I left school in a state of high disgust, reviling the academic life in any
form, determined above all not to go to university. Instead, I went to work
in Oppenheim’s Library Wholesalers in South Kensington, which was a
mistake for someone who loved books, as it involved carrying large piles of
Mills and Boon romantic novels from one shelf to another. My visits to the
National at the Old Vic became compulsive. As I have recorded elsewhere,
my passion for it, and especially for what I perceived to be the company
spirit that seemed to touch every part of that organisation – ushers, book
stall, ice-cream sellers – led me to write a three-foolscap-page letter to
Olivier himself. I stood by the letter box trembling before I finally bit the
bullet and shoved the letter in. Astoundingly, he wrote back by return of
post, inviting me to come and work at the Old Vic, in the box office. This
was my first professional connection with the theatre. I could scarcely
have hoped for a more exhilarating one. The National, though it was going
through a slightly sticky patch, was still close to its golden zenith. When
I went to work there in 1967, it was only five years after it had opened,
and I sold tickets for some of the productions which had made it world
famous, bringing a level of glamour to the classical theatre that it had
scarcely known since the days of Irving and Tree. Olivier’s combination
of absolute mastery of the physical aspects of acting with a determination
to make his work speak directly to the audience about their own lives per
meated the organisation he had created, which felt dedicated in every
fibre of its being to creating the nightly miracles on stage that I was now
able to see as often as I liked.

Ken Tynan’s influence was everywhere too. He would appear in a foyer
or down a corridor, a haunted, brooding presence, immensely tall, his legs
stick-thin, the skin pulled tight over his skull, eyes bulging with intelli
gence, a lit cigarette always delicately held between second and third
fingers. At the age of forty-two he was already the figure he later
described himself as being, Tynanosaurus Rex, his best work behind him.

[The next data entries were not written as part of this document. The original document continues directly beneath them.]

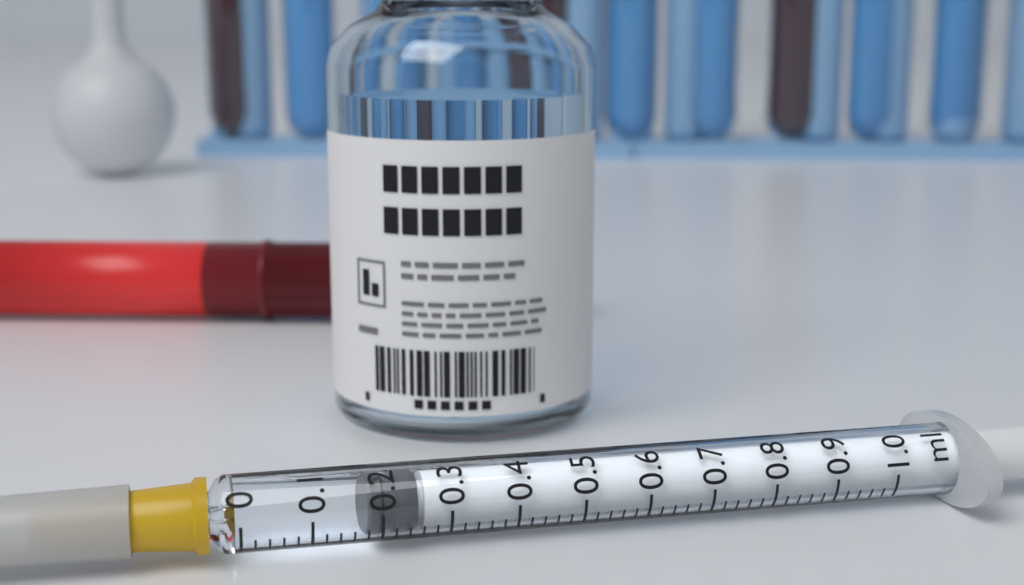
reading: 0.18 ml
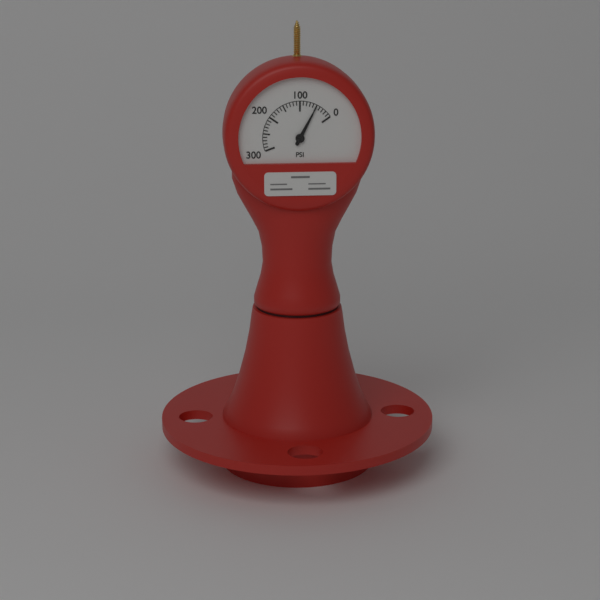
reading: 50 psi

To me he seemed mythic, more so, curiously, than Olivier himself, whose
offstage persona of absent-minded senior clerk of a city company was
unimpressive, if endearing. At the time, Tynan was notorious: he had just
said ‘fuck’ on television, he was talking about producing an erotic revue,
and he was publicly at war with the Board of the National. I of course
knew nothing about the dramas that were at the time engulfing the organ
isation; I simply knew that if the National were anything like the sort of
theatre Tynan lauded in his reviews – glamorous, cosmopolitan, provoca
tive – then I wanted to be part of it. On the whole, it was, and that it was,
was in no small measure thanks to him; but it was a brief golden age, and
it ended badly for both Olivier and Tynan. When he left the National,
Tynan lost an empire, and never thereafter found a role. Even I was
vaguely aware that there was dissent in the ranks, that my hero was on
the way out as a result of titanic boardroom struggles, that Sir Laurence
was not as well as he might be. All this gossip was thrilling: the National
was always in the newspapers, the world and his wife wanted tickets,
there was a constant sense of its place at the centre of cultural life. For
me this was exactly what I had dreamed of. However menial my position
might be (and it was), Life seemed suddenly to matter; I seemed to have
escaped the rut of the ordinary, to be condemned to which was the thing
I dreaded more than anything in life.